Murder most mysterious
The death of ex-spy Alexander Litvinenko has highlighted how long it can take to diagnose a poison. Nicola Jones asks how hard can it be?
You'd think, in this day and age, that diagnosing the culprit in a suspected poisoning wouldn't be that tricky. Bang the symptoms into a database, plug the blood into a mass spec and spot the toxin.
But it ain't so, as the tragic death of ex-spy Alexander Litvinenko last week revealed. Instead, real life seems shockingly similar to a cross between House, the American television show in which a brilliant but crotchetty Hugh Laurie and his telegenic young sidekicks butt heads diagnosing this week's ultra-obscure disease, and Spooks (MI5 to viewers in America), in which equally telegenic members of the secret service dash around London in search of fiendish spies, traitors and terrorists.
Nick Bateman, professor of clinical toxicology at the Royal Infirmary of Edinburgh, UK, and a director of the National Poisons Information Service, which advises UK doctors on poisons, assures me that in real life the eponymous Gregory House would be promptly struck off for his whimsy. But that show does bear a grain of truth about what it's like to track down a mystery ailment: it really is done by throwing around various theories and following all manner of wrong leads before a leap of intuition, a photographic memory for old case histories and a clever test lead to the truth.
Quick match
Litvinenko was apparently poisoned while investigating the murder of journalist Anna Politkovskaya, a strident critic of the Russian government. Litvinenko fell ill on 1 November, and was immediately admitted to hospital. The hunt for whatever ailed him was on.

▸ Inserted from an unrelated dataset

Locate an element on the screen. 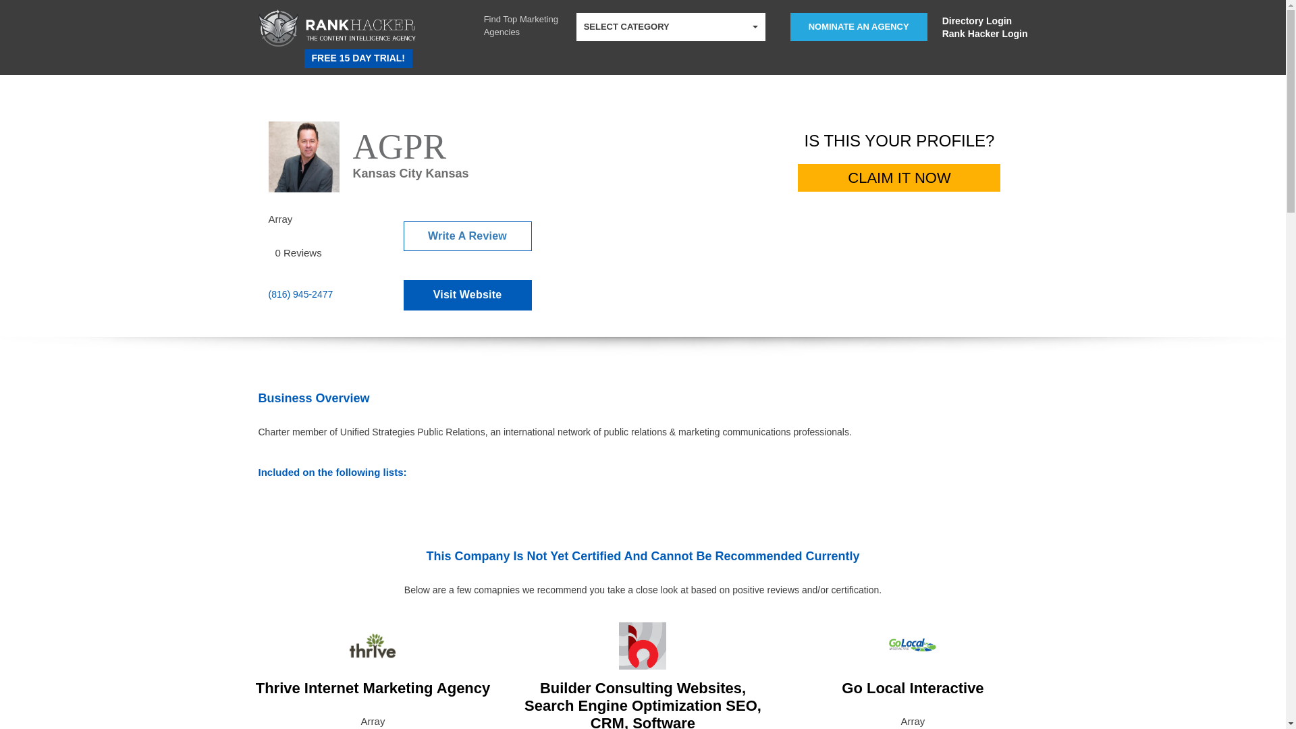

It wasn't until after Litvinenko's death on 23 November that the true culprit was announced: on the morning of 24 November, Britain's independent Health Protection Agency declared that a significant amount of the radioactive isotope polonium-210 had been found in his body. Again, you might think that simple to detect; again, no. polonium-210 emits weakly penetrating alpha radiation rather than gamma rays, so the radiation would be absorbed by the body and undetectable outside. That alone could throw doctors off.
The only way to crack a problem such as this, says Bateman, is by looking for and trying to understand symptoms. "You could do 10 million tests and still not get the right toxin," says Bateman. There are that many possible poisons? "Everything is poisonous, it just depends on the dose." But really, there are tens of millions of poisons? "Don't even ask."
Clever computer
Even with a coherent list of symptoms there's no computer program you can plug them into and get an answer spat out. Well, there are such programs, but Bateman says a good doctor will always beat them. "Computers are only as good as the people who program them," he says. "They're never as good as people; they aren't very creative."
Some lists do help. TOXBASE, for use by doctors in the United Kingdom, helps by listing the symptoms of different toxins. So once you suspect thallium, you could use this to see that this heavy metal usually causes neurological problems, and perhaps rule it out.
You'd also, at that point, do a mass spec of urine and blood to look for the suspect element, says Bateman presuming that it wasn't a 'hit and run' exposure in which the poison would already have passed from the system. Why, at that point, polonium-210 didn't leap off the page is still a mystery to me. Maybe it did. The hospital where Litvinenko died is understandably no longer taking calls from the media the doctors are too busy saving lives.
Not for you and me
It might not have mattered much if the culprit was spotted early, it turns out. I ask whether you can do anything for someone with polonium poisoning: "No. Nothing," says Bateman. Radiation is nasty stuff. He remembers one case of a man in Brazil who bought a radiation treatment device from a scrap yard, and took the 'pretty' active source home for his kids to play with. "He managed to kill himself and quite a few members of his family."
Thankfully, most of the time the doctors Bateman advises don't have to worry about problematic diagnoses. Usually there's a story to go along with a poisoning: a witness or an empty bottle. The majority of cases in Britain are intentional self-harm, or by children accidentally consuming poisons. And there are stomach pumps to deal with most of that.
No one keeps statistics on how many people pass away before a mystery poison is pinpointed, says Bateman. To his knowledge, it's "very, very, very, very rare". I guess that's why this case grabbed the headlines: Spooks and House don't collide often. When they do a great story is nearly certain. And so is a tragic end.